China Minmetals Tightens Grip on Rare Earth Power Base in Inner Mongolia

In a carefully worded press release (opens in a new tab), China Minmetals—the largest state-owned rare earth conglomerate in the world—announced a high-level meeting between its General Manager, Zhu Kebing, and Zhou Jinxing, Party Secretary of Wuhai City, Inner Mongolia. At face value, the meeting emphasized “central-local collaboration,” project planning, and regional development. But for American readers, the subtext signals Beijing’s intent to further consolidate control over the strategic heart of its rare earth empire and deepen its industrial resilience in the face of escalating global trade tensions.

Wuhai, situated near some of China’s most prolific rare earth mining and processing infrastructure, plays a critical role in the Communist Party’s long-term strategy to dominate global critical mineral supply chains. Zhu’s invocation of “serving the nation through mining” is not rhetorical—it reflects a top-down mandate from the CCP to secure supply chains, streamline control under state-owned conglomerates like China Rare Earth Group and Minmetals, and weaponize industrial capacity as a tool of geopolitical leverage. This is not just corporate cooperation—it is centralized industrial militarization.

Wuhai, China

Source: Wikivoyage

Underlying Messages – Far Reaching

What the press release doesn’t say outright—but implies with phrases like “green electricity absorption capacity” and “comprehensive factor endowments”—is that China is pairing its rare earth dominance with state-subsidized decarbonization infrastructure. The “Two Rae Earth Base China” mantra, part of a three-phased strategy Rare Earth Exchanges has translated representative of China’s global ascendancy.

This makes Wuhai a future anchor for low-carbon, high-tech manufacturing, including magnets, EV batteries, and defense-critical components. By bolstering its partnership with Inner Mongolia’s leadership, China Minmetals is securing not only the ore, but also the energy and policy mechanisms needed to control end-to-end rare earth value chains.

What’s Going On?

For the United States and its allies, the implications are stark. As Washington scrambles to build out alternative rare earth capacity from Australia to Texas, Beijing is already integrating its upstream mining, midstream processing, and downstream clean tech sectors under one party-controlled umbrella.  Trump administration members are visiting www.rareearthexhcnages.com (opens in a new tab) but they have not yet got the message to the top as to what is needed.

This is the model China is scaling while Western democracies debate permitting reform and environmental reviews. Trump’s latest executive order calls for six months of study….

As trade tensions rise and the West seeks supply chain sovereignty, China is doubling down on internal cohesion—quietly expanding its rare earth fortress from the inside out.

Unless U.S. policymakers and industry leaders accelerate coordination, investment, and technology deployment—and as we have discussed at length in Rare Earth Exchanges this involves at a minimum tight integration with Five Eyes English speaking nations (United Kingdom, Canada, Australia and New Zealand) and Europe– the next phase of global competition in rare earths won’t be waged in courtrooms or tariff schedules—it will be decided by political meetings like this one, where resource-rich provinces and party-owned conglomerates unite to shape the battlefield of critical mineral control.  Physical conflict becomes an ever more ominous horizon.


What this task involves: Copy every line of the entries that has the string "gegen" in it.

Source records:
= Beginning of Section =

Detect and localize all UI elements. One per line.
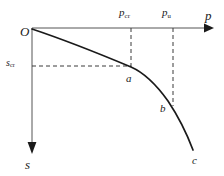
p-axis-arrowhead [204, 24, 214, 33]
point-a-label: a [126, 73, 132, 84]
s-axis-arrowhead [28, 142, 37, 154]
point-b-label: b [160, 103, 166, 114]
s-cr-tick-label: scr [6, 58, 15, 68]
ps-curve-figure: O p s pcr pu scr a b c [0, 0, 224, 176]
p-u-tick-label: pu [162, 7, 171, 18]
p-u-subscript: u [168, 12, 172, 19]
p-cr-tick-label: pcr [119, 7, 130, 18]
origin-label: O [20, 25, 29, 38]
p-axis-label: p [205, 9, 212, 22]
p-cr-base: p [119, 6, 125, 18]
ps-curve-path [32, 29, 193, 150]
point-c-label: c [192, 155, 197, 166]
p-cr-subscript: cr [125, 12, 131, 19]
ps-curve-plot [0, 0, 224, 176]
s-axis-label: s [25, 158, 30, 171]
s-cr-subscript: cr [10, 61, 15, 68]
p-u-base: p [162, 6, 168, 18]
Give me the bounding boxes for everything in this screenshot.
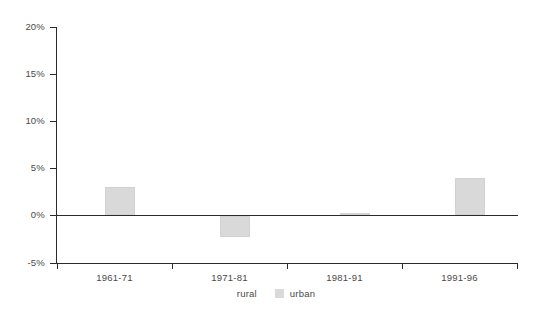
- legend-item-urban: urban: [275, 288, 315, 299]
- x-tick-label-1981-91: 1981-91: [287, 272, 402, 283]
- x-tick-label-1971-81: 1971-81: [172, 272, 287, 283]
- y-tick-label-5: 5%: [1, 163, 45, 173]
- bar-urban-1961-71: [105, 187, 135, 215]
- bar-urban-1971-81: [220, 216, 250, 237]
- bar-urban-1991-96: [455, 178, 485, 215]
- legend-swatch-rural-icon: [222, 289, 231, 298]
- x-axis-tick: [287, 263, 288, 269]
- x-axis-tick: [402, 263, 403, 269]
- y-tick-label-20: 20%: [1, 22, 45, 32]
- y-axis-line: [56, 27, 57, 264]
- legend-item-rural: rural: [222, 288, 257, 299]
- x-axis-tick: [172, 263, 173, 269]
- legend-label-rural: rural: [237, 288, 257, 299]
- chart-legend: rural urban: [0, 288, 537, 299]
- zero-baseline: [50, 215, 518, 216]
- x-axis-tick: [57, 263, 58, 269]
- y-tick-label-0: 0%: [1, 210, 45, 220]
- y-tick-label-10: 10%: [1, 116, 45, 126]
- y-tick-label-15: 15%: [1, 69, 45, 79]
- x-tick-label-1991-96: 1991-96: [402, 272, 517, 283]
- y-tick-label-neg5: -5%: [1, 258, 45, 268]
- x-tick-label-1961-71: 1961-71: [57, 272, 172, 283]
- legend-swatch-urban-icon: [275, 289, 284, 298]
- legend-label-urban: urban: [290, 288, 315, 299]
- x-axis-tick: [517, 263, 518, 269]
- chart-container: 20% 15% 10% 5% 0% -5% 1961-71 1971-81 19…: [0, 0, 537, 318]
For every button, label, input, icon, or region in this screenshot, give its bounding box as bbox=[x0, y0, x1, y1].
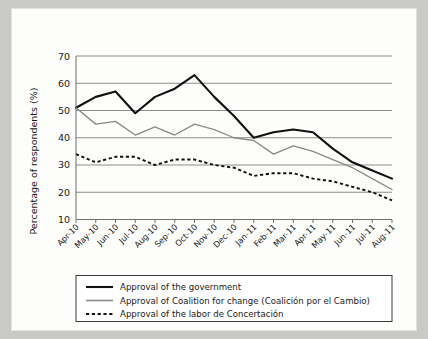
series-line-approval-of-coalition-for-change bbox=[76, 108, 392, 190]
x-axis-ticks bbox=[76, 220, 392, 224]
chart-figure: Percentage of respondents (%) 70 60 50 4… bbox=[12, 9, 416, 330]
y-tick-60: 60 bbox=[58, 78, 70, 89]
x-tick-label-jun-11: Jun-11 bbox=[331, 222, 357, 248]
y-tick-30: 30 bbox=[58, 159, 70, 170]
chart-card: Percentage of respondents (%) 70 60 50 4… bbox=[12, 9, 416, 330]
line-chart-svg: Percentage of respondents (%) 70 60 50 4… bbox=[12, 9, 416, 330]
y-tick-40: 40 bbox=[58, 132, 70, 143]
legend-label-government: Approval of the government bbox=[120, 282, 242, 292]
y-axis-title: Percentage of respondents (%) bbox=[28, 87, 39, 234]
y-axis-ticks: 70 60 50 40 30 20 10 bbox=[58, 51, 70, 225]
x-tick-label-jun-10: Jun-10 bbox=[94, 222, 120, 248]
legend: Approval of the government Approval of C… bbox=[76, 276, 392, 322]
x-axis-labels: Apr-10May-10Jun-10Jul-10Aug-10Sep-10Oct-… bbox=[55, 222, 397, 250]
y-tick-50: 50 bbox=[58, 105, 70, 116]
y-tick-70: 70 bbox=[58, 51, 70, 62]
y-tick-20: 20 bbox=[58, 187, 70, 198]
series-line-approval-of-the-labor-de-concertacion bbox=[76, 154, 392, 200]
legend-label-coalition: Approval of Coalition for change (Coalic… bbox=[120, 296, 370, 306]
y-tick-10: 10 bbox=[58, 214, 70, 225]
legend-label-concertacion: Approval of the labor de Concertación bbox=[120, 309, 284, 319]
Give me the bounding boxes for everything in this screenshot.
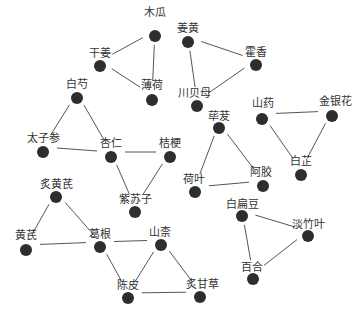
node-danzhuye: 淡竹叶 <box>292 217 325 242</box>
node-dot <box>149 30 161 42</box>
node-dot <box>326 110 338 122</box>
network-svg: 木瓜干姜薄荷姜黄霍香川贝母白芍太子参杏仁桔梗紫苏子荜茇荷叶阿胶山药金银花白芷炙黄… <box>0 0 362 316</box>
node-dot <box>194 291 206 303</box>
node-gegen: 葛根 <box>89 227 111 253</box>
node-dot <box>213 122 225 134</box>
node-dot <box>191 100 203 112</box>
node-dot <box>295 169 307 181</box>
edge-baibiandou-danzhuye <box>255 215 294 227</box>
edge-ganjiang-mugua <box>112 38 142 55</box>
node-shanyao: 山药 <box>252 97 274 125</box>
node-dot <box>50 191 62 203</box>
node-label: 阿胶 <box>250 165 272 179</box>
node-dot <box>256 113 268 125</box>
node-label: 紫苏子 <box>119 193 152 206</box>
node-label: 杏仁 <box>100 137 122 150</box>
edge-mugua-bohe <box>153 45 155 81</box>
node-label: 淡竹叶 <box>292 217 325 231</box>
herb-network-diagram: 木瓜干姜薄荷姜黄霍香川贝母白芍太子参杏仁桔梗紫苏子荜茇荷叶阿胶山药金银花白芷炙黄… <box>0 0 362 316</box>
node-dot <box>247 273 259 285</box>
edge-baibiandou-baihe <box>244 225 250 260</box>
edge-gegen-shannai <box>114 241 147 242</box>
node-bohe: 薄荷 <box>141 78 163 106</box>
node-jiegeng: 桔梗 <box>159 136 181 163</box>
node-baibiandou: 白扁豆 <box>226 197 259 222</box>
node-label: 白扁豆 <box>226 197 259 211</box>
node-label: 荜茇 <box>208 110 230 123</box>
node-dot <box>182 36 194 48</box>
node-label: 霍香 <box>245 46 267 59</box>
edge-huangqi-gegen <box>40 243 86 245</box>
node-chenpi: 陈皮 <box>117 278 139 304</box>
node-dot <box>94 60 106 72</box>
node-label: 炙甘草 <box>186 277 219 291</box>
edge-xingren-zisuzi <box>117 165 130 194</box>
edge-jinyinhua-baizhi <box>308 123 326 157</box>
node-label: 干姜 <box>89 46 111 60</box>
node-dot <box>94 241 106 253</box>
node-ganjiang: 干姜 <box>89 46 111 72</box>
edge-baishao-xingren <box>84 105 104 140</box>
node-dot <box>129 206 141 218</box>
node-baizhi: 白芷 <box>290 154 312 181</box>
node-dot <box>250 59 262 71</box>
edge-shanyao-jinyinhua <box>276 112 318 114</box>
node-label: 白芍 <box>66 77 88 91</box>
node-label: 川贝母 <box>178 87 211 100</box>
edge-jiegeng-zisuzi <box>143 164 163 195</box>
node-huoxiang: 霍香 <box>245 46 267 71</box>
node-label: 白芷 <box>290 154 312 168</box>
node-heye: 荷叶 <box>183 173 205 198</box>
node-label: 陈皮 <box>117 278 139 292</box>
node-dot <box>146 94 158 106</box>
edge-jianghuang-chuanbeimu <box>190 51 195 87</box>
node-dot <box>164 151 176 163</box>
edge-chuanbeimu-huoxiang <box>209 68 245 93</box>
edge-ganjiang-bohe <box>112 69 141 88</box>
nodes-layer: 木瓜干姜薄荷姜黄霍香川贝母白芍太子参杏仁桔梗紫苏子荜茇荷叶阿胶山药金银花白芷炙黄… <box>15 6 352 304</box>
edge-bibo-ejiao <box>228 134 255 170</box>
edge-gegen-chenpi <box>107 254 122 280</box>
edge-zhihuangqi-gegen <box>65 203 91 232</box>
node-taizishen: 太子参 <box>27 131 60 158</box>
node-shannai: 山柰 <box>149 225 171 251</box>
node-mugua: 木瓜 <box>144 6 166 42</box>
node-label: 桔梗 <box>159 136 181 150</box>
edge-bibo-heye <box>200 136 214 174</box>
node-zhigancao: 炙甘草 <box>186 277 219 303</box>
node-dot <box>105 151 117 163</box>
edge-baishao-taizishen <box>51 105 70 135</box>
node-label: 山药 <box>252 97 274 110</box>
edge-taizishen-xingren <box>57 148 97 151</box>
node-dot <box>20 244 32 256</box>
node-label: 荷叶 <box>183 173 205 186</box>
node-dot <box>155 239 167 251</box>
node-dot <box>236 210 248 222</box>
node-xingren: 杏仁 <box>100 137 122 163</box>
edge-baihe-danzhuye <box>264 240 297 266</box>
node-chuanbeimu: 川贝母 <box>178 87 211 112</box>
node-zhihuangqi: 炙黄芪 <box>40 177 73 203</box>
node-label: 姜黄 <box>177 21 199 35</box>
node-dot <box>122 292 134 304</box>
node-ejiao: 阿胶 <box>250 165 272 192</box>
node-baihe: 百合 <box>241 260 263 285</box>
edge-shannai-chenpi <box>135 252 153 281</box>
node-label: 黄芪 <box>15 228 37 242</box>
node-dot <box>257 180 269 192</box>
node-dot <box>71 92 83 104</box>
edge-jianghuang-huoxiang <box>201 42 242 56</box>
node-label: 百合 <box>241 260 263 274</box>
edge-chenpi-zhigancao <box>142 292 186 293</box>
edge-shannai-zhigancao <box>169 251 191 281</box>
node-dot <box>37 146 49 158</box>
node-label: 葛根 <box>89 227 111 241</box>
node-label: 金银花 <box>319 94 352 108</box>
edges-layer <box>33 38 326 293</box>
node-jianghuang: 姜黄 <box>177 21 199 48</box>
node-dot <box>302 230 314 242</box>
edge-shanyao-baizhi <box>270 126 293 159</box>
node-label: 薄荷 <box>141 78 163 92</box>
node-label: 山柰 <box>149 225 171 239</box>
node-jinyinhua: 金银花 <box>319 94 352 122</box>
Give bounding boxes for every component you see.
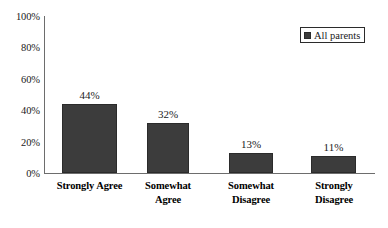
- x-axis-label-line: Somewhat: [212, 179, 290, 193]
- chart-legend: All parents: [300, 27, 365, 43]
- x-axis-line: [44, 173, 375, 174]
- value-label-strongly-agree: 44%: [62, 89, 117, 101]
- bar-somewhat-disagree: [229, 153, 273, 173]
- bar-somewhat-agree: [147, 123, 189, 173]
- x-axis-label-line: Strongly: [296, 179, 372, 193]
- bar-chart: 100% 80% 60% 40% 20% 0% 44% 32% 13% 11% …: [0, 0, 388, 228]
- x-axis-label-line: Somewhat: [132, 179, 204, 193]
- y-axis-tick-label-60: 60%: [4, 74, 44, 85]
- x-axis-label-line: Agree: [132, 193, 204, 207]
- y-axis-tick-label-80: 80%: [4, 42, 44, 53]
- x-axis-label-line: Disagree: [296, 193, 372, 207]
- y-axis-tick-label-100: 100%: [4, 11, 44, 22]
- x-axis-label-line: Strongly Agree: [42, 179, 137, 193]
- bar-strongly-agree: [62, 104, 117, 173]
- bar-strongly-disagree: [311, 156, 356, 173]
- x-axis-label-somewhat-disagree: Somewhat Disagree: [212, 179, 290, 207]
- x-axis-label-somewhat-agree: Somewhat Agree: [132, 179, 204, 207]
- legend-swatch-icon: [304, 32, 311, 39]
- y-axis-line: [44, 16, 45, 173]
- y-axis-tick-label-20: 20%: [4, 137, 44, 148]
- y-axis-tick-label-0: 0%: [4, 168, 44, 179]
- x-axis-label-strongly-disagree: Strongly Disagree: [296, 179, 372, 207]
- legend-entry-label: All parents: [314, 30, 360, 41]
- value-label-somewhat-disagree: 13%: [229, 138, 273, 150]
- value-label-strongly-disagree: 11%: [311, 141, 356, 153]
- value-label-somewhat-agree: 32%: [147, 108, 189, 120]
- x-axis-label-line: Disagree: [212, 193, 290, 207]
- x-axis-label-strongly-agree: Strongly Agree: [42, 179, 137, 193]
- y-axis-tick-label-40: 40%: [4, 105, 44, 116]
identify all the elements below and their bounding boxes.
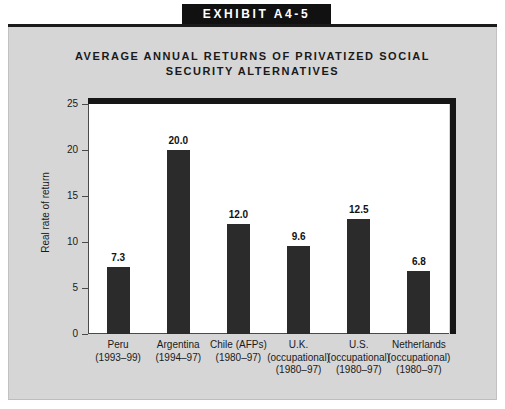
x-axis-category-line: (1980–97) [374,364,464,377]
bar-value-label: 7.3 [88,252,148,263]
y-axis-tick [82,150,88,151]
plot-area [88,103,449,334]
y-axis-tick-label: 10 [18,236,78,247]
y-axis-tick [82,242,88,243]
x-axis-category-label: Netherlands(occupational)(1980–97) [374,339,464,377]
bar [407,271,430,334]
y-axis-tick-label: 25 [18,98,78,109]
bar [347,219,370,334]
bar [167,150,190,334]
y-axis-tick-label: 0 [18,328,78,339]
y-axis-tick-label: 5 [18,282,78,293]
y-axis-tick [82,196,88,197]
bar [287,246,310,334]
bar-value-label: 12.0 [208,209,268,220]
plot-frame-right [450,98,456,334]
x-axis-category-line: (occupational) [374,352,464,365]
bar [227,224,250,334]
plot-frame-top [88,98,456,104]
bar-value-label: 20.0 [148,135,208,146]
exhibit-card: AVERAGE ANNUAL RETURNS OF PRIVATIZED SOC… [8,24,497,400]
y-axis-tick-label: 15 [18,190,78,201]
bar-value-label: 6.8 [389,256,449,267]
exhibit-banner: EXHIBIT A4-5 [182,4,331,25]
y-axis-tick-label: 20 [18,144,78,155]
bar-value-label: 9.6 [269,231,329,242]
y-axis-tick [82,288,88,289]
x-axis-category-line: Netherlands [374,339,464,352]
bar [107,267,130,334]
bar-chart: Real rate of return 2520151050 7.320.012… [8,27,497,403]
bar-value-label: 12.5 [329,204,389,215]
y-axis-tick [82,334,88,335]
y-axis-tick [82,104,88,105]
y-axis-title: Real rate of return [40,153,51,273]
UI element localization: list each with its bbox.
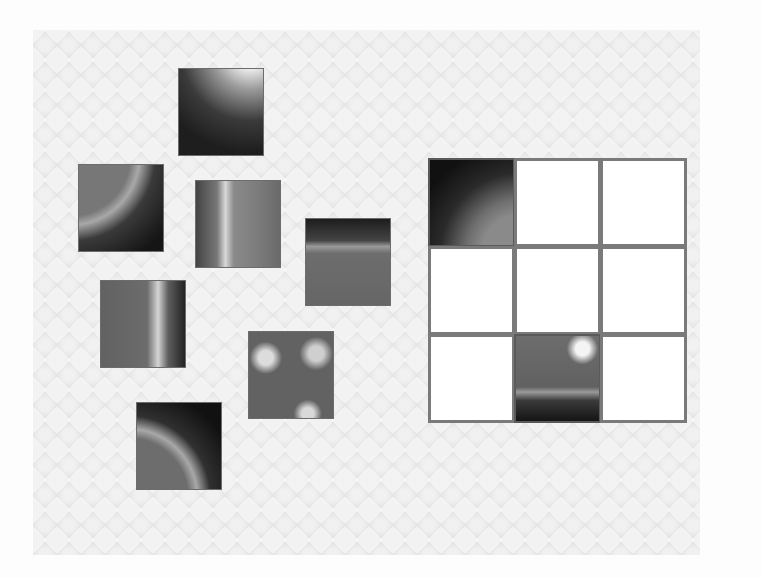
grid-cell[interactable] — [428, 158, 515, 247]
puzzle-piece[interactable] — [78, 164, 164, 252]
placed-piece[interactable] — [430, 160, 513, 245]
puzzle-piece[interactable] — [178, 68, 264, 156]
grid-cell[interactable] — [600, 334, 687, 423]
grid-cell[interactable] — [428, 246, 515, 335]
grid-cell[interactable] — [600, 246, 687, 335]
puzzle-piece[interactable] — [305, 218, 391, 306]
puzzle-piece[interactable] — [136, 402, 222, 490]
puzzle-piece[interactable] — [100, 280, 186, 368]
drop-grid — [428, 158, 686, 422]
puzzle-piece[interactable] — [195, 180, 281, 268]
grid-cell[interactable] — [514, 158, 601, 247]
grid-cell[interactable] — [600, 158, 687, 247]
grid-cell[interactable] — [428, 334, 515, 423]
grid-cell[interactable] — [514, 334, 601, 423]
puzzle-piece[interactable] — [248, 331, 334, 419]
placed-piece[interactable] — [516, 336, 599, 421]
grid-cell[interactable] — [514, 246, 601, 335]
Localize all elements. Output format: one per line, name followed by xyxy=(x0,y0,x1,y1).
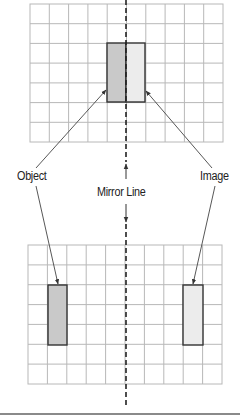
reflection-diagram xyxy=(0,0,240,418)
top-object-rectangle xyxy=(107,43,126,102)
object-arrow-up-icon xyxy=(36,90,106,168)
top-image-rectangle xyxy=(126,43,145,102)
mirror-line-label: Mirror Line xyxy=(96,185,146,199)
image-label: Image xyxy=(200,169,229,183)
image-arrow-down-icon xyxy=(193,186,215,284)
object-label: Object xyxy=(17,169,47,183)
bottom-object-rectangle xyxy=(48,285,67,345)
bottom-image-rectangle xyxy=(183,285,203,345)
bottom-divider xyxy=(0,413,240,415)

= End of Section =

Your solution:
node-gegen: 葛根 <box>89 227 111 253</box>
edge-gegen-shannai <box>114 241 147 242</box>
edge-huangqi-gegen <box>40 243 86 245</box>
edge-gegen-chenpi <box>107 254 122 280</box>
edge-zhihuangqi-gegen <box>65 203 91 232</box>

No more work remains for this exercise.